Two Poems

Steve Lambert




After John Logan



It’s funny when ducks fly,
She says, and it is.

Some things don’t
Seem made for what
They were made for.

Stop looking at me, she says.

How to go mad is really
How to keep from going mad.

A good drive, like this one,
Is a kind of curative.

I’m sick from this life.
And of other lives.

It’s true, I say.
Ducks are all fucked up.

They keep going
But it doesn’t get
Worse for them.

It doesn’t matter, she says,
And that’s true, too.



An Arrival


It arrived unbidden and brought with it
a feeling of dullness for your life of dullness.

It should have echoed through you, though,
like the sound of dogs barking in an empty house.

Instead it came in sooth, sucked onto a moment
like a flea. What’s true, no matter what, is your
sheet-for-curtains underlife, your real life.

So much anger and abuse and neglect, presumably,
go into this. But there it was, oddly pristine,
like a glimpse of someone else’s misery,

true and oddly welcome. A waste to have taken
so long. Nearly old now, your style of living habitual
and unwild, the unsaid has become almost everything.

Briefly, shame should hollow you out.





Steve Lambert was born in Louisiana and grew up in Florida. His writing has appeared in Adirondack Review, Broad River Review, BULL, Chiron Review, Contrast, The Cortland Review, Emrys Journal, Eunoia Review, Into the Void, Tampa Review, and many other places. In 2018 he won Emrys Journal’s Nancy Dew Taylor Poetry Prize and he is the recipient of four Pushcart Prize nominations. He is the author of the poetry collections Heat Seekers (2017) and The Shamble (2021), the chapbook In Eynsham (2020), and the fiction collection The Patron Saint of Birds (2020). His novel, Philisteens, was released in 2021. The collaborative fiction text, Mortality Birds, written with Timothy Dodd, appeared in 2022. He and his wife live in Florida.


__EXERCISE DETAILS__:
Print each entry again exactly as written, and keep the pictures out.

__RECORDS__:

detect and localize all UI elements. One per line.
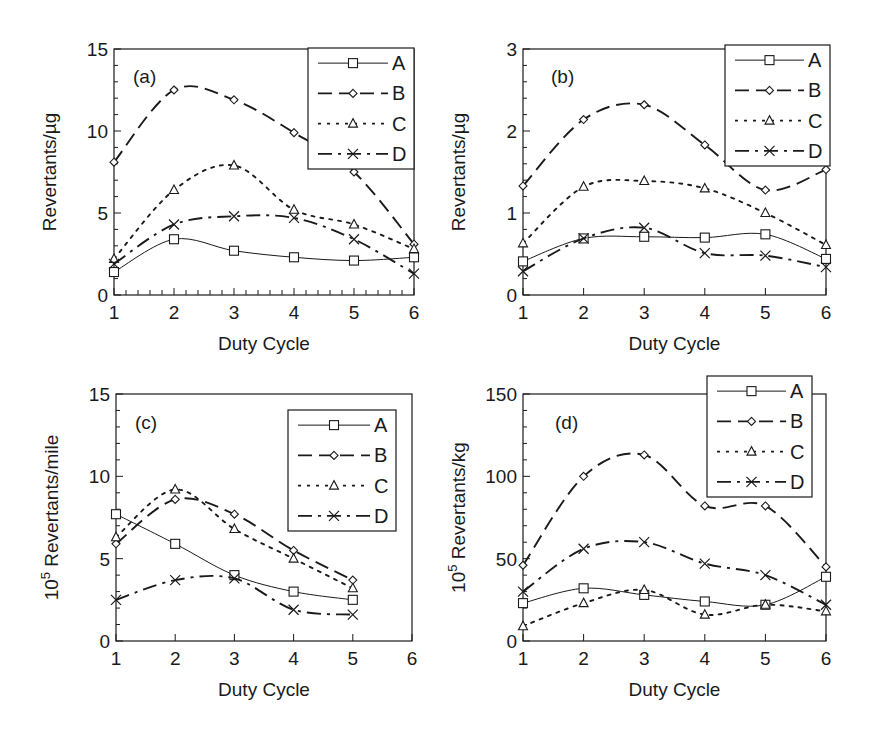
- panel-a: 051015123456Duty CycleRevertants/µg(a)AB…: [39, 39, 419, 354]
- x-tick-label: 5: [760, 648, 771, 669]
- x-tick-label: 3: [639, 302, 650, 323]
- series-A-marker: [519, 599, 528, 608]
- panel-d: 050100150123456Duty Cycle105 Revertants/…: [445, 376, 831, 700]
- x-axis-label: Duty Cycle: [218, 333, 310, 354]
- series-B-marker: [701, 502, 709, 510]
- series-C-marker: [640, 585, 649, 594]
- series-C-marker: [171, 485, 180, 494]
- series-line: [114, 239, 414, 272]
- series-B-marker: [640, 101, 648, 109]
- legend-label-C: C: [808, 110, 822, 132]
- legend-A-marker: [330, 421, 339, 430]
- series-C-marker: [640, 176, 649, 185]
- y-tick-label: 5: [99, 549, 110, 570]
- series-B-marker: [761, 186, 769, 194]
- y-tick-label: 50: [496, 549, 517, 570]
- y-tick-label: 3: [506, 39, 517, 60]
- series-B-marker: [822, 166, 830, 174]
- series-A: [110, 235, 419, 277]
- y-tick-label: 100: [485, 466, 517, 487]
- legend-label-B: B: [808, 79, 821, 101]
- series-A-marker: [579, 584, 588, 593]
- legend-label-A: A: [374, 414, 388, 436]
- series-A: [519, 572, 831, 609]
- series-B-marker: [230, 96, 238, 104]
- series-A-marker: [822, 254, 831, 263]
- series-C-marker: [112, 532, 121, 541]
- series-D-marker: [169, 219, 179, 229]
- series-A-marker: [112, 510, 121, 519]
- series-line: [523, 577, 826, 606]
- series-A-marker: [290, 253, 299, 262]
- legend: ABCD: [707, 376, 812, 497]
- x-tick-label: 6: [821, 648, 832, 669]
- legend-label-D: D: [392, 143, 406, 165]
- x-axis-label: Duty Cycle: [218, 679, 310, 700]
- series-A-marker: [822, 572, 831, 581]
- series-A-marker: [230, 246, 239, 255]
- x-tick-label: 4: [289, 302, 300, 323]
- series-C-marker: [350, 219, 359, 228]
- series-B-marker: [230, 510, 238, 518]
- series-B-marker: [822, 563, 830, 571]
- series-A-marker: [350, 256, 359, 265]
- y-tick-label: 2: [506, 121, 517, 142]
- series-line: [523, 227, 826, 271]
- panel-label: (d): [555, 412, 578, 433]
- series-C-marker: [761, 208, 770, 217]
- series-D-marker: [639, 537, 649, 547]
- legend-label-D: D: [808, 140, 822, 162]
- legend-A-marker: [765, 56, 774, 65]
- x-tick-label: 1: [111, 648, 122, 669]
- series-C: [110, 160, 419, 262]
- series-A-marker: [110, 268, 119, 277]
- panel-label: (c): [135, 412, 157, 433]
- legend: ABCD: [288, 410, 396, 531]
- x-tick-label: 6: [409, 302, 420, 323]
- x-tick-label: 6: [821, 302, 832, 323]
- y-tick-label: 0: [506, 631, 517, 652]
- series-D-marker: [700, 248, 710, 258]
- series-A-marker: [640, 232, 649, 241]
- legend-label-B: B: [790, 410, 803, 432]
- series-D: [518, 537, 831, 610]
- x-tick-label: 2: [170, 648, 181, 669]
- x-tick-label: 4: [700, 302, 711, 323]
- panel-b: 0123123456Duty CycleRevertants/µg(b)ABCD: [448, 39, 831, 354]
- series-C-marker: [230, 524, 239, 533]
- panel-label: (a): [133, 66, 156, 87]
- legend-label-A: A: [392, 52, 406, 74]
- x-tick-label: 2: [578, 648, 589, 669]
- series-D-marker: [579, 544, 589, 554]
- panel-c: 051015123456Duty Cycle105 Revertants/mil…: [38, 384, 417, 700]
- series-C-marker: [579, 182, 588, 191]
- series-D-marker: [349, 234, 359, 244]
- series-B-marker: [171, 495, 179, 503]
- figure: 051015123456Duty CycleRevertants/µg(a)AB…: [0, 0, 875, 735]
- y-axis-label: 105 Revertants/kg: [445, 442, 469, 593]
- legend-label-D: D: [374, 505, 388, 527]
- x-tick-label: 2: [578, 302, 589, 323]
- legend-label-C: C: [374, 475, 388, 497]
- series-A: [519, 230, 831, 266]
- y-tick-label: 10: [89, 466, 110, 487]
- series-A-marker: [700, 233, 709, 242]
- x-tick-label: 1: [109, 302, 120, 323]
- series-C-marker: [289, 554, 298, 563]
- series-line: [523, 590, 826, 626]
- series-C-marker: [290, 205, 299, 214]
- legend-label-B: B: [374, 444, 387, 466]
- y-tick-label: 15: [89, 384, 110, 405]
- y-tick-label: 0: [97, 285, 108, 306]
- y-tick-label: 10: [87, 121, 108, 142]
- x-axis-label: Duty Cycle: [629, 333, 721, 354]
- series-D: [111, 573, 358, 619]
- series-A-marker: [700, 597, 709, 606]
- y-axis-label: 105 Revertants/mile: [38, 435, 62, 601]
- y-axis-label: Revertants/µg: [39, 113, 60, 232]
- y-tick-label: 5: [97, 203, 108, 224]
- legend: ABCD: [725, 45, 830, 166]
- series-D-marker: [289, 605, 299, 615]
- x-tick-label: 3: [639, 648, 650, 669]
- series-line: [523, 541, 826, 605]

__SOLUTION FOR THIS TASK__:
detect and localize all UI elements. One per line.
- panel-a: 051015123456Duty CycleRevertants/µg(a)AB…: [39, 39, 419, 354]
- x-tick-label: 5: [760, 648, 771, 669]
- x-tick-label: 3: [639, 302, 650, 323]
- series-A-marker: [519, 599, 528, 608]
- panel-d: 050100150123456Duty Cycle105 Revertants/…: [445, 376, 831, 700]
- x-axis-label: Duty Cycle: [218, 333, 310, 354]
- series-B-marker: [701, 502, 709, 510]
- series-C-marker: [640, 585, 649, 594]
- series-C-marker: [171, 485, 180, 494]
- series-line: [114, 239, 414, 272]
- series-B-marker: [640, 101, 648, 109]
- legend-label-C: C: [808, 110, 822, 132]
- legend-A-marker: [330, 421, 339, 430]
- series-C-marker: [640, 176, 649, 185]
- y-tick-label: 5: [99, 549, 110, 570]
- series-B-marker: [761, 186, 769, 194]
- y-tick-label: 50: [496, 549, 517, 570]
- y-tick-label: 3: [506, 39, 517, 60]
- series-B-marker: [822, 166, 830, 174]
- series-A: [110, 235, 419, 277]
- y-tick-label: 100: [485, 466, 517, 487]
- legend-label-B: B: [808, 79, 821, 101]
- series-A-marker: [579, 584, 588, 593]
- legend-label-A: A: [374, 414, 388, 436]
- series-A: [519, 572, 831, 609]
- series-B-marker: [230, 96, 238, 104]
- series-A-marker: [822, 254, 831, 263]
- series-C-marker: [112, 532, 121, 541]
- series-D-marker: [169, 219, 179, 229]
- series-A-marker: [112, 510, 121, 519]
- series-line: [523, 577, 826, 606]
- series-A-marker: [290, 253, 299, 262]
- legend: ABCD: [707, 376, 812, 497]
- x-tick-label: 6: [821, 648, 832, 669]
- legend-label-D: D: [392, 143, 406, 165]
- x-axis-label: Duty Cycle: [218, 679, 310, 700]
- series-A-marker: [822, 572, 831, 581]
- series-A-marker: [230, 246, 239, 255]
- x-tick-label: 4: [289, 302, 300, 323]
- series-C-marker: [350, 219, 359, 228]
- series-B-marker: [230, 510, 238, 518]
- series-B-marker: [822, 563, 830, 571]
- series-A-marker: [350, 256, 359, 265]
- y-tick-label: 2: [506, 121, 517, 142]
- series-line: [523, 227, 826, 271]
- panel-label: (d): [555, 412, 578, 433]
- series-C-marker: [761, 208, 770, 217]
- series-D-marker: [639, 537, 649, 547]
- legend-label-D: D: [808, 140, 822, 162]
- legend-A-marker: [765, 56, 774, 65]
- x-tick-label: 1: [111, 648, 122, 669]
- series-C: [110, 160, 419, 262]
- series-A-marker: [110, 268, 119, 277]
- panel-label: (c): [135, 412, 157, 433]
- legend: ABCD: [288, 410, 396, 531]
- x-tick-label: 6: [409, 302, 420, 323]
- x-tick-label: 6: [821, 302, 832, 323]
- y-tick-label: 0: [506, 631, 517, 652]
- series-D-marker: [700, 248, 710, 258]
- series-A-marker: [640, 232, 649, 241]
- legend-label-B: B: [790, 410, 803, 432]
- series-D: [518, 537, 831, 610]
- x-tick-label: 2: [170, 648, 181, 669]
- x-tick-label: 4: [700, 302, 711, 323]
- panel-b: 0123123456Duty CycleRevertants/µg(b)ABCD: [448, 39, 831, 354]
- series-C-marker: [230, 524, 239, 533]
- panel-label: (a): [133, 66, 156, 87]
- legend-label-A: A: [392, 52, 406, 74]
- x-tick-label: 2: [578, 648, 589, 669]
- series-D-marker: [579, 544, 589, 554]
- panel-c: 051015123456Duty Cycle105 Revertants/mil…: [38, 384, 417, 700]
- series-C-marker: [579, 182, 588, 191]
- series-D-marker: [349, 234, 359, 244]
- series-B-marker: [171, 495, 179, 503]
- figure: 051015123456Duty CycleRevertants/µg(a)AB…: [0, 0, 875, 735]
- y-axis-label: 105 Revertants/kg: [445, 442, 469, 593]
- legend-label-D: D: [374, 505, 388, 527]
- x-tick-label: 2: [578, 302, 589, 323]
- legend-label-C: C: [374, 475, 388, 497]
- series-A: [519, 230, 831, 266]
- y-tick-label: 10: [89, 466, 110, 487]
- series-A-marker: [700, 233, 709, 242]
- x-tick-label: 1: [109, 302, 120, 323]
- series-C-marker: [289, 554, 298, 563]
- series-line: [523, 590, 826, 626]
- series-C-marker: [290, 205, 299, 214]
- legend-label-B: B: [374, 444, 387, 466]
- y-tick-label: 15: [89, 384, 110, 405]
- y-tick-label: 0: [97, 285, 108, 306]
- y-tick-label: 10: [87, 121, 108, 142]
- x-axis-label: Duty Cycle: [629, 333, 721, 354]
- series-D: [111, 573, 358, 619]
- series-A-marker: [700, 597, 709, 606]
- y-axis-label: 105 Revertants/mile: [38, 435, 62, 601]
- y-axis-label: Revertants/µg: [39, 113, 60, 232]
- y-tick-label: 5: [97, 203, 108, 224]
- legend: ABCD: [725, 45, 830, 166]
- series-D-marker: [289, 605, 299, 615]
- x-tick-label: 3: [639, 648, 650, 669]
- series-line: [523, 541, 826, 605]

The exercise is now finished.